I know what some of you are thinking.

Wait, what … the … what?

Sometimes, Ritchey can’t believe it either, her road the one never traveled.

Ritchey was a gymnast until she was 12, then turned her focus to track and volleyball. She participated in both at Pettisville High and ran track for a year at the University of Toledo.

Naturally, Olympic weightlifter was the next logical step.

OK, not quite.

After moving on to Grand Valley State in Michigan, where she enjoyed the life of a regular student, her competitive bug returned.

Ritchey joined a CrossFit gym, embracing the fitness craze that incorporates high-intensity elements of everything from gymnastics to running to weightlifting. Next thing she knew, she was traveling the country to competitions, straining her body to its limit.

It was only in fall 2016 the aha moment arrived.

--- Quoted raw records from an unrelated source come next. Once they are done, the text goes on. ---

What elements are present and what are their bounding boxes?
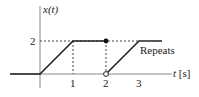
x-tick-label-3: 3 [136,78,142,89]
x-tick-label-1: 1 [70,78,76,89]
signal-segment-1 [10,41,106,74]
repeats-annotation: Repeats [140,45,175,56]
signal-plot: x(t) 2 1 2 3 Repeats t [s] [0,0,199,97]
filled-endpoint-marker [104,39,109,44]
y-axis-label: x(t) [43,4,58,15]
x-axis-label-unit: [s] [176,67,190,79]
x-axis-label: t [s] [173,68,190,79]
y-tick-label-2: 2 [30,36,36,47]
x-tick-label-2: 2 [103,78,109,89]
open-endpoint-marker [104,72,109,77]
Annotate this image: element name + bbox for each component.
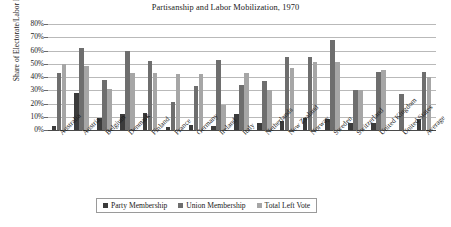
y-tick-label: 60% [4,46,44,55]
y-tick-mark [44,104,48,105]
chart-legend: Party MembershipUnion MembershipTotal Le… [96,198,317,213]
y-tick-label: 70% [4,32,44,41]
y-tick-mark [44,90,48,91]
chart-title: Partisanship and Labor Mobilization, 197… [0,3,451,12]
y-tick-mark [44,64,48,65]
legend-item[interactable]: Party Membership [103,201,167,210]
legend-swatch-icon [178,203,183,208]
legend-swatch-icon [103,203,108,208]
y-tick-label: 80% [4,19,44,28]
legend-label: Party Membership [111,201,167,210]
y-tick-label: 20% [4,99,44,108]
chart-container: Partisanship and Labor Mobilization, 197… [0,0,451,227]
y-tick-mark [44,51,48,52]
y-tick-label: 0% [4,125,44,134]
x-axis-labels: AustraliaAustriaBelgiumDenmarkFinlandFra… [48,131,436,189]
legend-label: Total Left Vote [265,201,311,210]
y-tick-label: 40% [4,72,44,81]
y-tick-mark [44,37,48,38]
y-tick-label: 10% [4,112,44,121]
y-tick-mark [44,117,48,118]
y-tick-label: 30% [4,85,44,94]
y-tick-mark [44,24,48,25]
legend-swatch-icon [257,203,262,208]
y-tick-mark [44,77,48,78]
legend-label: Union Membership [186,201,245,210]
y-tick-label: 50% [4,59,44,68]
legend-item[interactable]: Total Left Vote [257,201,311,210]
legend-item[interactable]: Union Membership [178,201,245,210]
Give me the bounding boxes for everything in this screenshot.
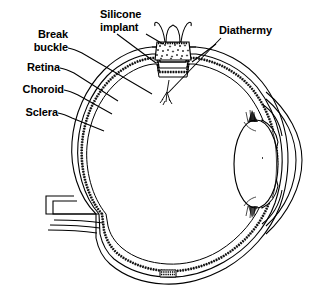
optic-nerve-lower-sheath [48, 230, 97, 233]
diathermy-burn-marks [160, 80, 172, 105]
label-diathermy: Diathermy [219, 24, 299, 37]
leader-break-buckle [68, 48, 152, 94]
label-silicone-implant: Silicone implant [100, 8, 170, 33]
leader-choroid [64, 90, 112, 114]
inferior-buckle-implant [160, 270, 176, 277]
label-choroid: Choroid [0, 83, 64, 96]
leader-silicone-implant [117, 34, 156, 63]
lens [234, 120, 278, 208]
ciliary-body-upper [248, 110, 258, 122]
optic-nerve-inner-upper [53, 201, 99, 214]
label-break-buckle: Break buckle [0, 28, 68, 53]
leader-sclera [58, 113, 104, 131]
eye-scleral-buckle-diagram: Break buckle Retina Choroid Sclera Silic… [0, 0, 310, 293]
optic-nerve-lower-inner [50, 225, 100, 228]
label-sclera: Sclera [0, 106, 58, 119]
ciliary-body-lower [248, 206, 258, 218]
leader-silicone-implant-2 [146, 34, 163, 44]
leader-retina [60, 68, 118, 101]
label-retina: Retina [0, 61, 60, 74]
inferior-scleral-buckle [160, 270, 176, 277]
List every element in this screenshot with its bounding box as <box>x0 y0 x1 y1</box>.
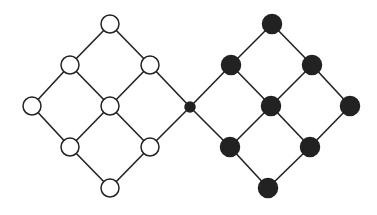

Worn down, Ritchey planned to take a year off when her CrossFit sponsor — recognizing her uncommon strength — suggested she try giving lifting a full-time go. Ritchey demurred.

“The whole point of stopping CrossFit was to not be a competitive athlete,” she said. “I knew myself. If I’m competing, I’m going to be all in.”

But Ritchey reconsidered, then, unable to help herself, indeed went all in. She cut 15 pounds to compete in a more favorable weight class — goodbye, Oreos and cheeseburgers — and hasn’t stopped taking names since. Ritchey said she never has felt more fulfilled.

If she gets the occasional double take — aren’t weightlifters supposed to be big, burly men? — no sweat. Ritchey loves shattering tired old stereotypes.

“You’re so tiny,” she hears. “How do you lift so much weight?”

“Just strong,” Ritchey shrugs.

“My whole life, I’ve been a thick, small woman, thick with muscles. When people ask my weight, I don’t mind sharing it. There is no shame in what I look like, whether I was thicker or leaner or weak or strong.

“My biggest thing is I just want to be so strong. I want to be an example for women. The biggest thing we just need to show people and show women that being strong is OK.

“It’s so cool to feel this strong.”

We’ll all have to take her word on the last part.

Ritchey is in a class of her own, her inspiring Olympic dream burning bright as ever. Same as she always imagined.